Teddy moved to my side. “Shouldn’t you have gone with Sutton to see her grandmother?”
“She didn’t want me there.” I hated to admit it.
“You could have insisted.”
It hurt to draw a deep breath, and the frailty of our bond was more apparent than ever. “I don’t know what my place is in all this.”
“You’re supposed to be by her side.”
My brow furrowed. “When she doesn’t want me there?”
“Maybe she doesn’t think what you have will last. That it isn’t worth getting deeper with you.”
That sucked because I’d hoped for the opposite. “I want more.”
“Then you have to show her. Be the husband you vowed to be.”
The wedding, the vows, all of it was real to me. I wanted to be by her side in sickness and health. Here was my opportunity, and I’d screwed up. “What makes you the expert on relationships?”
“I watched Daphne and Cole, then Fiona and Aiden, and finally Claire and Jameson go through all this stuff. At this point, I feel like an expert.”
“Yet you’re not with anyone.”
Teddy shook his head. “Like anyone would put up with me.”
I snorted. “You got that right.”
Something passed over Teddys’ face then, and I wondered if I’d hurt his feelings. No, that couldn’t be right. We always ribbed him about how gruff he was with the ladies. Certain women loved it, but they always got burned eventually. Teddy wasn’t the date-‘em-and-keep-‘em type. He either didn’t want a long-term relationship or hadn’t found the right girl.
“What are you going to do if she ends things?” Teddy emphasized each word.
The vice around my chest tightened. “I don’t want a divorce.”
Teddy narrowed his eyes on me. “Are you going to fight for her?”
I shifted on my feet. “That’s the plan.”
Teddy nodded. “Good.”
My lip curled. “I can’t wait until this happens to you. When you find someone who knocks you out of your carefully controlled life.”
Teddy chuckled. “Like that’s going to happen.”
I raised a brow. I had thoughts about why he was so resistant to Charlotte, but Sutton returned with her arms wrapped around herself and her head bowed. I crossed the room to be by her side. “Are you okay?”

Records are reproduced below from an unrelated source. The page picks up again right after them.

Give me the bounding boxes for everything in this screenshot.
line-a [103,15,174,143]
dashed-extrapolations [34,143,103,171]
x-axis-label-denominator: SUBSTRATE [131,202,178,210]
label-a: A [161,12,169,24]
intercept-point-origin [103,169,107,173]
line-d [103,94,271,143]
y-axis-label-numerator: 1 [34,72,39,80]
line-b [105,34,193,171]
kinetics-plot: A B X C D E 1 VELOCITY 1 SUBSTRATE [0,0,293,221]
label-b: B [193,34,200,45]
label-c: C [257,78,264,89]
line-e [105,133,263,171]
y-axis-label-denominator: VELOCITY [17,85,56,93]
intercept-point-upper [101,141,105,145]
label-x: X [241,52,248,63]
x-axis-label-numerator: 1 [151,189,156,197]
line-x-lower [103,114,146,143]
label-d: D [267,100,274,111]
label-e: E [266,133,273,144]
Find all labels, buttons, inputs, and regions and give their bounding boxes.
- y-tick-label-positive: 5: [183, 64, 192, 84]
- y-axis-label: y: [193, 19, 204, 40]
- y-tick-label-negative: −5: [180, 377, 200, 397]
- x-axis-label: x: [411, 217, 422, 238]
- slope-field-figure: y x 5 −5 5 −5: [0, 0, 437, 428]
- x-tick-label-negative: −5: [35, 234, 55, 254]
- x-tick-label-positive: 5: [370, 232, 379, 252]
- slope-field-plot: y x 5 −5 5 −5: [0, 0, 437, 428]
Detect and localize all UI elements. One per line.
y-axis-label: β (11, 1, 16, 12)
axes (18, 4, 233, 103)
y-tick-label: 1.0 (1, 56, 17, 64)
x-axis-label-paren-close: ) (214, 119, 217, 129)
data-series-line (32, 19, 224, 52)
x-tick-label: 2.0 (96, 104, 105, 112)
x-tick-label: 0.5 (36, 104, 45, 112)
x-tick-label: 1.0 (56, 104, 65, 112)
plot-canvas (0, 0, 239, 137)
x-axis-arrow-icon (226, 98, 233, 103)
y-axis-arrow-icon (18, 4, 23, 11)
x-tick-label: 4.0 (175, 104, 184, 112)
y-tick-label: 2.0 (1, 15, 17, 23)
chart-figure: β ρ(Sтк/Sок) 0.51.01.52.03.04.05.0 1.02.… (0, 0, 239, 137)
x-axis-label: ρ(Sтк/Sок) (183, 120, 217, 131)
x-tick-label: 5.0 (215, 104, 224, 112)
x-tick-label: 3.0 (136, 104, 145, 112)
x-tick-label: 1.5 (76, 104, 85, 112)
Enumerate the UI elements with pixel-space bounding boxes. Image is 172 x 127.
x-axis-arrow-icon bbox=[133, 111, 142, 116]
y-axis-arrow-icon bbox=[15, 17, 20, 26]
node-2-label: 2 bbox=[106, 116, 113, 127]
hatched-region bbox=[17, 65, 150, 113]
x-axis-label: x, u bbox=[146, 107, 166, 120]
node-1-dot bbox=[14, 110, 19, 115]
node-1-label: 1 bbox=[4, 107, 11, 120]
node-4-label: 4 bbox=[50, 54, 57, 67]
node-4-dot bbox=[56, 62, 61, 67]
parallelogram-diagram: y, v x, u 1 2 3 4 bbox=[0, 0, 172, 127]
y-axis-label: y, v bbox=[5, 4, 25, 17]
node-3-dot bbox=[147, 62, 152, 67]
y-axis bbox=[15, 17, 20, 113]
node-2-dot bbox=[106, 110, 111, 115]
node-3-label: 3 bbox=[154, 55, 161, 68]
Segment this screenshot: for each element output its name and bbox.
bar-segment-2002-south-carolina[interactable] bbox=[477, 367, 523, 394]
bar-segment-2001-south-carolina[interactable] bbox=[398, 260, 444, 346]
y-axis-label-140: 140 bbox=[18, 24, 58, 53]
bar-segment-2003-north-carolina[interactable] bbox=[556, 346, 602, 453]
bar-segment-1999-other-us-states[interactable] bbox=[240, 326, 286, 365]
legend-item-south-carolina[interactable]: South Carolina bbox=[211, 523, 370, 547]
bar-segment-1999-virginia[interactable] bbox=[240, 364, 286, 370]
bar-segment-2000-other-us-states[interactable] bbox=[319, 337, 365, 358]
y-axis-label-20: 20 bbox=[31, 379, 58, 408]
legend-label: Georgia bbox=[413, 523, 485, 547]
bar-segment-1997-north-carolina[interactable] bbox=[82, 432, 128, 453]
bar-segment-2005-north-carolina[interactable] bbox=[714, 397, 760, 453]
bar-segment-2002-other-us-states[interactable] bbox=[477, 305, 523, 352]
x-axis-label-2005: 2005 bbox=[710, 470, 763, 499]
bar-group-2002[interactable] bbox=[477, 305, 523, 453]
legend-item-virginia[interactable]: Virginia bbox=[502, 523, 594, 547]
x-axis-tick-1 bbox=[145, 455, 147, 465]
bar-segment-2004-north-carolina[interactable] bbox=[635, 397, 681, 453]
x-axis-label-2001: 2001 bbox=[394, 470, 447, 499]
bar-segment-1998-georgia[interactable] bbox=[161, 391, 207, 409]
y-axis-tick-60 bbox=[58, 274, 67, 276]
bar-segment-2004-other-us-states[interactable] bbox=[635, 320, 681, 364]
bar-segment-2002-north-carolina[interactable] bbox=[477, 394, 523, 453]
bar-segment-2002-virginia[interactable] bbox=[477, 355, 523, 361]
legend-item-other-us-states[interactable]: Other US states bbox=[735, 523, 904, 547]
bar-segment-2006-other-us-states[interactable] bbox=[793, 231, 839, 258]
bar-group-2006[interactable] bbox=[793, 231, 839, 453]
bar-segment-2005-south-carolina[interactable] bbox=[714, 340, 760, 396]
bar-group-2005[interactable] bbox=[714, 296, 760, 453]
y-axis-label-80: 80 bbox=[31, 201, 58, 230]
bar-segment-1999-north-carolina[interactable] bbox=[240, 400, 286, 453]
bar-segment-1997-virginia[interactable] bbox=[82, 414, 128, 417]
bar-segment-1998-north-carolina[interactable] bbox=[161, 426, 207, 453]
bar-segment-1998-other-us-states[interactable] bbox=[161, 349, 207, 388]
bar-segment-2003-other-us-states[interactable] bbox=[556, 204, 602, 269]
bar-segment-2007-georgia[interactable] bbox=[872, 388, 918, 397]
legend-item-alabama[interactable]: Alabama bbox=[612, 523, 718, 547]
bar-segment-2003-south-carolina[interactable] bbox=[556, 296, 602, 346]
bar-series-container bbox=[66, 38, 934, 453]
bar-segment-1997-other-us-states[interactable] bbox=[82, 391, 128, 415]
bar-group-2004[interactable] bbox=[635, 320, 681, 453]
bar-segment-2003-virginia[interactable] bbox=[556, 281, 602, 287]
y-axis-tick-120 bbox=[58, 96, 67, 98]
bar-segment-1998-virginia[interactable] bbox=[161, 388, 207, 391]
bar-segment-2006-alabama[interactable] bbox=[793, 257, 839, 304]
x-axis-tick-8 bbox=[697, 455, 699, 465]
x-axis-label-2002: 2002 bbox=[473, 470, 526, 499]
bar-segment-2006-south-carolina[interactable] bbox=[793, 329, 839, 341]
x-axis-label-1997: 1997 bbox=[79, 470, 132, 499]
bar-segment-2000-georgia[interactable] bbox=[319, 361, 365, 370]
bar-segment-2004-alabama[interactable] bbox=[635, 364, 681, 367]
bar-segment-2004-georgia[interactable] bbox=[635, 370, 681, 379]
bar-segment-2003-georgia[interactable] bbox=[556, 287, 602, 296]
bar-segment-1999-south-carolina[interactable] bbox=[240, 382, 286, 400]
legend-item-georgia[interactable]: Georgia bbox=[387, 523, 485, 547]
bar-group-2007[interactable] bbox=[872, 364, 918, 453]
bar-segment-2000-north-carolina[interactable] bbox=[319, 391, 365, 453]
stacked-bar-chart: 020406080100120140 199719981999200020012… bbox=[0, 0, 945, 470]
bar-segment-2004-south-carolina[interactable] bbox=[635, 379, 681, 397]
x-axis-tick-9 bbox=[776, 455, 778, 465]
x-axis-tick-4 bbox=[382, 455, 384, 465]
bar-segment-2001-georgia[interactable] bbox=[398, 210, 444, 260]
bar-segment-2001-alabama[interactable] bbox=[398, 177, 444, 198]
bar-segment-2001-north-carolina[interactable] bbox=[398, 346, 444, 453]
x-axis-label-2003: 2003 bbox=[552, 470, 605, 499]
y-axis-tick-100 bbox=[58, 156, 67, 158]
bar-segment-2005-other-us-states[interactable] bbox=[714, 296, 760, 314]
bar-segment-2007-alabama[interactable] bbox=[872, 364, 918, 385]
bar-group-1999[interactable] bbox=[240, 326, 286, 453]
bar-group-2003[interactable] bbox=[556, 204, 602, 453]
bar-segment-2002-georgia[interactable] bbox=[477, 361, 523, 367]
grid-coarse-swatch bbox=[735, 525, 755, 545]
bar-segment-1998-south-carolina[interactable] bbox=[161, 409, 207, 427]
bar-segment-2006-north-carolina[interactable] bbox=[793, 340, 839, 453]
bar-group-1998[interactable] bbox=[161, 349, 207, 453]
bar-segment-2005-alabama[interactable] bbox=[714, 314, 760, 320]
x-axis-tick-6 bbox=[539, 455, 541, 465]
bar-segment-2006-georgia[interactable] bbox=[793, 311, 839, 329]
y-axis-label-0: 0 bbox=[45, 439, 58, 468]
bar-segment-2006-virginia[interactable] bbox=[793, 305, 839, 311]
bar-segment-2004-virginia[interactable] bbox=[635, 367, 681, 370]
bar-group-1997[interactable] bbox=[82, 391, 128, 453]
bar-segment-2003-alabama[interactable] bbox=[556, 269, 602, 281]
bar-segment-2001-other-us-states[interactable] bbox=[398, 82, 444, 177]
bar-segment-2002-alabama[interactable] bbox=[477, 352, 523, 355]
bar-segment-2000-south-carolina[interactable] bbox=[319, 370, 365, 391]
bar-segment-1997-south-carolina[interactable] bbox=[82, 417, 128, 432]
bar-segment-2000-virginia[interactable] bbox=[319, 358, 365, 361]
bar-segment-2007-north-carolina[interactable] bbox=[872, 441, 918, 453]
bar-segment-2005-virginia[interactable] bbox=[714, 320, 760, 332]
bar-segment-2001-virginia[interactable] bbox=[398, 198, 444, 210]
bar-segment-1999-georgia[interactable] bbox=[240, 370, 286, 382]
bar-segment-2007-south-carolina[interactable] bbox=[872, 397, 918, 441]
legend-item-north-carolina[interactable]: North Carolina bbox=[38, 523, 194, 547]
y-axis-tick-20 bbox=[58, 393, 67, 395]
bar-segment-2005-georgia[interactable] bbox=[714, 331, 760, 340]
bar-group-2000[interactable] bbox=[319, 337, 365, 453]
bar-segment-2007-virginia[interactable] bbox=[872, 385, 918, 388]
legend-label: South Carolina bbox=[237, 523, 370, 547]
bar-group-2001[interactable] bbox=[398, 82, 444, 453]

She lifted her gaze to me. “She looks so frail laying there in the bed. I never thought of her as weak. Even when she said she didn’t have much time left. I think it just hit me hard.”
I pulled her to me, resting my cheek in her hair. “I asked how you were doing.”
“My grandmother’s in the hospital, and I’ve been lying to her this whole time. How do you think I feel?” Her tone was bitter.
I pulled back slightly to see her face. “Are you having regrets about us?”
She pursed her lips and looked away from me. “I wish I hadn’t lied.”
“You wanted to marry a stranger instead of me?” I couldn’t help but ask.
She slowly shook her head. “I wish none of it was necessary. That I’d walked away from the inheritance. It’s not more important than my relationship with my grandmother.”